Summary — H 3620 (titled “AI Child Abuse”)

Purpose

This bill creates a new criminal offense for obscene visual representations of child sexual abuse (including images in which no actual child exists), establishes penalties, and adds the offense to South Carolina’s sex offender registration scheme. It also clarifies when an offender may file to terminate registration requirements.

Key provisions

  • Adds Section 16-15-390 to the South Carolina Code:

    • Definitions
    • “Obscene” is defined by reference to Section 16-15-305.
    • “Visual depiction or representation” is broadly defined to include photographs, films, videos, digital or computer-generated images, drawings, cartoons, sculptures, paintings, undeveloped film, and data convertible to a visual image.
    • Criminal prohibitions
    • Producing, distributing, receiving, or possessing with intent to distribute an obscene visual depiction of a minor engaged in sexually explicit conduct/activity or sexually explicit nudity (including drawings, cartoons, sculptures, paintings): felony.
      • Penalty: imprisonment not less than 2 years and not more than 10 years. The minimum sentence cannot be suspended and the offender is not eligible for parole until the minimum is served.
    • Possessing an obscene visual depiction as described above: felony.
      • Penalty: imprisonment up to 10 years.
    • Juvenile handling
    • If the accused is a minor with no prior adjudication under this section or any offense leading to sex-offender registration, the matter is a misdemeanor in family court. Family court may order behavioral health counseling; adjudicated minors are not required to register as sex offenders.
    • Other rules
    • It is not required that the minor physically exist (i.e., the statute covers fictional or computer/AI-generated depictions).
    • Exempts law-enforcement, prosecutorial, and corrections employees acting in official investigative or prosecutorial capacities (including making material available under discovery).
  • Amends Section 23-3-430 to add “obscene visual representation of a child sexual abuse (Section 16-15-390)” to the list of offenses that trigger sex-offender registration (Tier I). Clarifies that if the person is under 18 and adjudicated in family court, they are not required to register.

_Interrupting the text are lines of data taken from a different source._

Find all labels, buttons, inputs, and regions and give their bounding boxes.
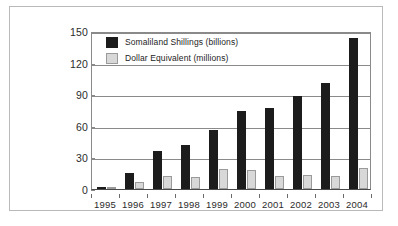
bar [293, 96, 302, 189]
x-tick-label: 2001 [259, 199, 287, 210]
x-tick-mark [315, 194, 316, 198]
x-tick-mark [287, 194, 288, 198]
x-axis: 1995199619971998199920002001200220032004 [91, 194, 371, 210]
bar [97, 187, 106, 189]
x-tick-mark [371, 194, 372, 198]
y-tick-label: 60 [62, 122, 88, 132]
y-tick-mark [91, 190, 95, 191]
y-tick-mark [91, 64, 95, 65]
bar [359, 168, 368, 189]
legend-swatch-icon [106, 37, 118, 48]
bar [153, 151, 162, 189]
bar [107, 187, 116, 189]
y-tick-mark [91, 127, 95, 128]
y-tick-label: 30 [62, 153, 88, 163]
bar [237, 111, 246, 189]
x-tick-mark [343, 194, 344, 198]
legend-item: Somaliland Shillings (billions) [106, 36, 256, 48]
x-tick-label: 1997 [147, 199, 175, 210]
y-tick-label: 120 [62, 59, 88, 69]
bar [265, 108, 274, 189]
y-tick-label: 90 [62, 90, 88, 100]
legend-label: Dollar Equivalent (millions) [125, 53, 228, 63]
bar [275, 176, 284, 189]
bar [191, 177, 200, 189]
bar [331, 176, 340, 189]
bar [125, 173, 134, 189]
x-tick-mark [175, 194, 176, 198]
chart-legend: Somaliland Shillings (billions)Dollar Eq… [106, 36, 256, 68]
bar [219, 169, 228, 189]
y-tick-mark [91, 95, 95, 96]
bar [303, 175, 312, 189]
y-tick-mark [91, 158, 95, 159]
x-tick-mark [231, 194, 232, 198]
x-tick-label: 1998 [175, 199, 203, 210]
bar [181, 145, 190, 189]
bar [247, 170, 256, 189]
x-tick-label: 2000 [231, 199, 259, 210]
x-tick-mark [91, 194, 92, 198]
chart-page: 0306090120150 19951996199719981999200020… [0, 0, 398, 226]
y-axis: 0306090120150 [60, 32, 88, 190]
x-tick-label: 1996 [119, 199, 147, 210]
y-tick-label: 150 [62, 27, 88, 37]
legend-item: Dollar Equivalent (millions) [106, 52, 256, 64]
legend-label: Somaliland Shillings (billions) [125, 37, 238, 47]
y-tick-mark [91, 32, 95, 33]
bar [163, 176, 172, 189]
x-tick-label: 1995 [91, 199, 119, 210]
x-tick-mark [119, 194, 120, 198]
bar [209, 130, 218, 189]
y-tick-label: 0 [62, 185, 88, 195]
gridline [92, 33, 370, 34]
x-tick-label: 2003 [315, 199, 343, 210]
x-tick-mark [147, 194, 148, 198]
x-tick-label: 1999 [203, 199, 231, 210]
bar [349, 38, 358, 189]
x-tick-label: 2004 [343, 199, 371, 210]
bar [135, 182, 144, 189]
x-tick-mark [203, 194, 204, 198]
bar [321, 83, 330, 189]
figure-frame: 0306090120150 19951996199719981999200020… [9, 6, 383, 211]
legend-swatch-icon [106, 53, 118, 64]
x-tick-mark [259, 194, 260, 198]
x-tick-label: 2002 [287, 199, 315, 210]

  • Amends Section 23-3-462 to clarify when an offender may file for termination of registration requirements (specific amendment text truncated in provided version).

Who is affected

  • Individuals who produce, distribute, receive, or possess obscene depictions of minors (including AI-generated or fictional depictions).
  • Online platforms, artists, AI content creators, and consumers of sexualized minor imagery could be affected by expanded criminal liability.
  • Minors prosecuted under this section (if first-time) will be treated in family court and are not placed on the sex offender registry upon adjudication.
  • Law enforcement and prosecutors retain exemptions for investigative/prosecutorial uses.

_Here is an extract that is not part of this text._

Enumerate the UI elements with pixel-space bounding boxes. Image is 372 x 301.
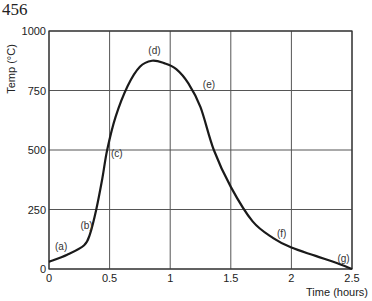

Penalties and enforcement highlights

  • Production/distribution: felony, 2–10 years, mandatory minimum non-suspendable sentence with parole barred until served.
  • Possession: felony, up to 10 years.
  • Family court misdemeanor disposition for qualifying minors.
  • Adds the offense to Tier I of the state sex offender registry (with carve-outs for adjudicated minors).

Procedural status & timeline (as provided)

  • Prefiled: 12/12/2024 (referred to Judiciary)
  • Introduced / read first time: 1/14/2025 (referred to Committee on Judiciary)
  • Senate concurred: 2/27/2025
  • Referred to Committee on Transportation: 2/27/2025
  • Sponsor name added (Schuessler): 3/05/2025
  • Hearings scheduled/rescheduled for October 2025 (dates 10/09, 10/15, 10/21 noted)

Note: The supplied materials also included an unrelated Massachusetts docket text for a motorcycle-travel bill (House No. 3620 / HD 1011). The substantive bill text summarized above pertains to the South Carolina amendments concerning obscene visual representations of child sexual abuse.

Compiled from official sources — confirm details with the bill’s official record.